Rep. Adam Schiff, the chairman of the House Intelligence Committee, has hired Patrick Fallon, former chief of the FBI’s Financial Crimes Section, according to two sources familiar with the move.
It’s a significant hire that will bring expertise to the committee’s efforts to scrutinize President Donald Trump’s financial dealings. A committee source told The Daily Beast that Fallon started this week.
Schiff announced earlier this year that the committee will look at Trump’s finances to see if his personal interests are influencing his decisions as president. “That pertains to any credible allegations of leverage by the Russians or the Saudis or anyone else,” he said, according to CNN.
Frank Figliuzzi, former Assistant Director of the FBI’s Counterintelligence Division, called Fallon’s hiring significant.
“The fact that the Committee has hired someone at the former senior executive service level from within the FBI’s Financial Crimes Section is significant, and to me denotes an effort to apply significant resources to examining and analyzing financial findings,” Figliuzzi said. “By the time you got to the head of the Financial Crimes section, you would have substantial white collar crime and global financial crime experience, both at the street level and the supervisory level. And his role at headquarters would have had him overseeing the bulk of all financial crime cases in the FBI.”
Chuck Rosenberg, who worked at the FBI at the same time as Fallon as chief of staff to then-Director James Comey, said Fallon is widely respected.
“He was a terrific agent and he’ll be a great addition to the committee,” said Rosenberg. “He’s thorough, diligent, and dogged.”

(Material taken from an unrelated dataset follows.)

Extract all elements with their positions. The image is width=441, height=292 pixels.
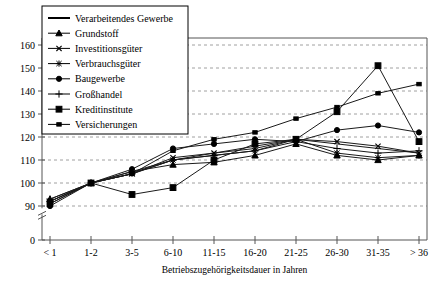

This won't be Fallon's first time working on a team scrutinizing the White House; during Bill Clinton's presidency, he was one of the FBI agents working on Independent Counsel Ken Starr’s probe of the president, and called Monica Lewinsky's lawyer on her behalf while Starr’s team questioned her. Fallon started at the FBI in 1992, according to his LinkedIn page, and left in 2017.
Congressional probes of the Trump administration have already generated fevered fights between the Hill and the White House.
Last week, a top Justice Department official skipped appearing for a deposition, despite a subpoena from Rep. Elijah Cummings, chairman of the Oversight and Reform Committee. Meanwhile, Attorney General Bill Barr is threatening not to appear for a House Judiciary Committee hearing if the chairman, Rep. Jerry Nadler, insists on having committee lawyers question him.
Late Monday, Trump, his adult children, and the Trump Organization sued to keep two banks from sharing his financial information with Congress.